Still staring at the pages, she said, “Reading. Busy. You’re… noisy. Stop.”
“Oh, well, I’m soooooo sorry,” he said, his anger threatening to consume him. “Please forgive me for intruding on your precious reading time.”
“You understand. Good.” She said it matter-of-factly and her expression never changed. Something was very wrong with her mentally or perhaps emotionally. Maybe she was autistic? An autistic vampire? He had never heard of such a thing.
Reasoning wasn’t going to work. His only hope was to get himself out of this. However, he was still chained up. Kyrios had said he was a vampire now, but Kyle didn’t feel any preternatural strength or senses associated with being a member of the undead. He tried pulling on the chains quietly; he was afraid that if he grunted, Chloe might hear him.
But, after about ten minutes of this, he gave up, exhausted.
“Chains… won’t… break,” Chloe said, still unwilling to take her eyes off her book. “Too soon.” Did that mean it would take time for his strength to increase?
“Any idea of how long that will take?” he asked sarcastically. She didn’t respond.
Suddenly, the steel shutter next to him exploded inwards with a deafening scream. It flew at Chloe, slamming her against the wall. Kyle grimaced at the carnage; surely, no one could have survived that, and the albino girl had to be paste now.
In strode another cult member who proceeded to rip Kyle’s chains apart like paper. “Let’s go.” It was a woman with a British accent. Why was one of Kyrios’ followers helping him? It didn’t matter, really. He had no choice but to obey considering the circumstances.
She led him outside. Across the street was a building with an LED sign that read “P.S. 76 The Magnet School of Health and Wellness.”
“Where are we?” he said.
She replied, “Queens.” She also had fangs.

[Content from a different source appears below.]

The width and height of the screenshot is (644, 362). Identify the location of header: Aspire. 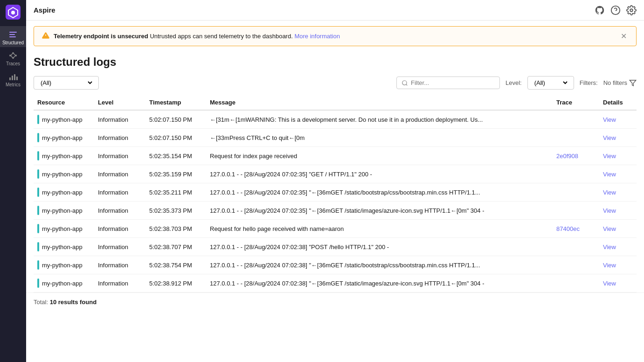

Great. They were quite a distance from his hotel. He suddenly realized with a sickening feeling that he didn’t want to go back there under any circumstances.
She led him down the street. It was a lower middle-class neighborhood. He really didn’t know anything about Queens, but he could tell they were not affluent here.
They eventually made it to the corner of 38th Avenue and 11th St. Many of the buildings he had seen had been vandalized with graffiti. “Where are we going?”
“We need to get to Queensbridge Station. From there, we can get to my home.”
“Why are you helping me?”
She said, “Kyrios and I have a difference of opinion. He thinks we should have bloodshed. I think we should have peace.”
“But you killed that girl.”
“Don’t worry about her. It takes a lot more than that to kill one of us.”
They continued southeast on 38th Avenue. “Is it true? Am I really… one of them?”
The answer crushed him like a safe falling on him from the top of the Empire State Building. “Yes. I’m sorry, but it’s true. You are a vampire.”
He was suddenly furious with her. “Why couldn’t you have gotten there sooner? If you had, this wouldn’t have happened!” He knew she was his savior, but that didn’t change the reality of the situation.
They turned right on 21st St and continued walking past a Shell station.